Q: Why is the rental data so thin?
A: Clematis is tiny. ABS counted only 352 residents and 131 private dwellings in 2021. With that few homes, there may be months where almost nothing is listed. That makes suburb medians less stable than in larger rental markets.
Q: Is Clematis better than Emerald for cost of living?
A: Not automatically. Clematis may have a quieter setting, but Emerald has more shops and services close at hand. If living in Clematis makes you drive more often, the weekly saving can disappear.
Q: Is the Paradise Valley Hotel the main local venue?
A: Yes. For practical purposes, it is the standout Clematis hospitality venue and local landmark. Nearby Emerald expands the food and coffee options, but Clematis itself has a very small venue base.
Q: What hidden costs catch new residents?

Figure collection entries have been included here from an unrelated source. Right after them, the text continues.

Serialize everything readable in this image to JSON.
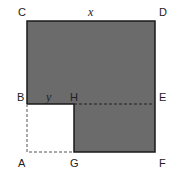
{
  "diagram": {
    "title": "",
    "points": {
      "A": "A",
      "B": "B",
      "C": "C",
      "D": "D",
      "E": "E",
      "F": "F",
      "G": "G",
      "H": "H"
    },
    "variables": {
      "x": "x",
      "y": "y"
    },
    "colors": {
      "shaded": "#6b6b6b",
      "outline": "#1a1a1a",
      "dashed": "#555555",
      "background": "#ffffff"
    }
  }
}
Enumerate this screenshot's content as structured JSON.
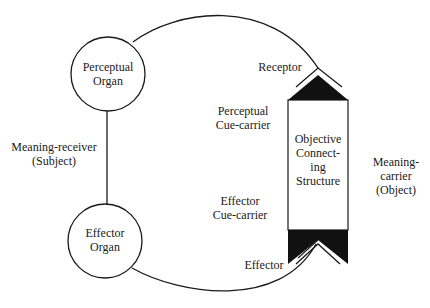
{
  "diagram": {
    "type": "functional-cycle",
    "colors": {
      "stroke": "#1a1a1a",
      "fill_dark": "#111111",
      "background": "#ffffff"
    },
    "nodes": {
      "perceptual_organ": {
        "line1": "Perceptual",
        "line2": "Organ"
      },
      "effector_organ": {
        "line1": "Effector",
        "line2": "Organ"
      },
      "objective_structure": {
        "line1": "Objective",
        "line2": "Connect-",
        "line3": "ing",
        "line4": "Structure"
      }
    },
    "labels": {
      "meaning_receiver": {
        "line1": "Meaning-receiver",
        "line2": "(Subject)"
      },
      "meaning_carrier": {
        "line1": "Meaning-",
        "line2": "carrier",
        "line3": "(Object)"
      },
      "receptor": "Receptor",
      "effector": "Effector",
      "perceptual_cue_carrier": {
        "line1": "Perceptual",
        "line2": "Cue-carrier"
      },
      "effector_cue_carrier": {
        "line1": "Effector",
        "line2": "Cue-carrier"
      }
    }
  }
}
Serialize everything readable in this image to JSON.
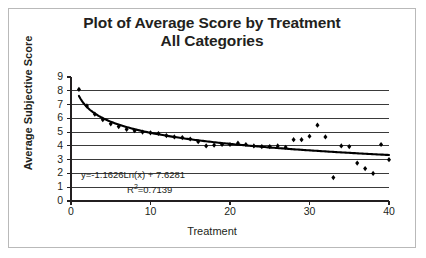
{
  "chart": {
    "title_line1": "Plot of Average Score by Treatment",
    "title_line2": "All Categories",
    "y_axis_title": "Average Subjective Score",
    "x_axis_title": "Treatment",
    "equation": "y=-1.1626Ln(x) + 7.6281",
    "r_squared_prefix": "R",
    "r_squared_sup": "2",
    "r_squared_value": "=0.7139"
  },
  "chart_data": {
    "type": "scatter",
    "title": "Plot of Average Score by Treatment All Categories",
    "xlabel": "Treatment",
    "ylabel": "Average Subjective Score",
    "xlim": [
      0,
      40
    ],
    "ylim": [
      0,
      9
    ],
    "xticks": [
      0,
      10,
      20,
      30,
      40
    ],
    "yticks": [
      0,
      1,
      2,
      3,
      4,
      5,
      6,
      7,
      8,
      9
    ],
    "grid": true,
    "grid_orientation": "horizontal",
    "legend": "none",
    "marker": "diamond",
    "marker_color": "#000000",
    "trendline": {
      "type": "logarithmic",
      "equation": "y=-1.1626Ln(x) + 7.6281",
      "slope": -1.1626,
      "intercept": 7.6281,
      "r_squared": 0.7139,
      "color": "#000000"
    },
    "series": [
      {
        "name": "Average Subjective Score",
        "x": [
          1,
          2,
          3,
          4,
          5,
          6,
          7,
          8,
          9,
          10,
          11,
          12,
          13,
          14,
          15,
          16,
          17,
          18,
          19,
          20,
          21,
          22,
          23,
          24,
          25,
          26,
          27,
          28,
          29,
          30,
          31,
          32,
          33,
          34,
          35,
          36,
          37,
          38,
          39,
          40
        ],
        "y": [
          8.1,
          6.9,
          6.3,
          5.9,
          5.6,
          5.4,
          5.2,
          5.1,
          5.0,
          4.95,
          4.9,
          4.75,
          4.65,
          4.6,
          4.5,
          4.3,
          4.0,
          4.05,
          4.1,
          4.1,
          4.2,
          4.1,
          4.0,
          3.95,
          3.95,
          4.0,
          3.9,
          4.45,
          4.45,
          4.7,
          5.5,
          4.65,
          1.7,
          4.0,
          3.95,
          2.75,
          2.35,
          2.0,
          4.1,
          3.0
        ]
      }
    ]
  }
}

A: The common surprises are fuel, heating, garden upkeep, tree maintenance, wet-weather access, insurance settings, and the time cost of driving for errands. Larger houses can also mean higher electricity or gas bills in winter.
Q: Is Clematis good for families?
A: It can be, if the family wants a quieter hills routine and accepts driving for school, sport, shops and appointments. It is less suitable for families who need walkable services, frequent public transport or lots of after-school options close by.
Q: Is Clematis a good suburb for remote workers?
A: Yes, for the right remote worker. The setting can suit someone who spends most weekdays at home and values space. Before signing a lease, check NBN availability, mobile reception, heating, office space and how often you still need to travel.
Q: What suburbs should renters compare before choosing Clematis?
A: Compare Emerald, Belgrave, Cockatoo, Menzies Creek and Avonsleigh. Belgrave is the train-access comparison. Emerald is the convenience comparison. Cockatoo is the larger hills-town comparison. Menzies Creek is the quiet-property comparison.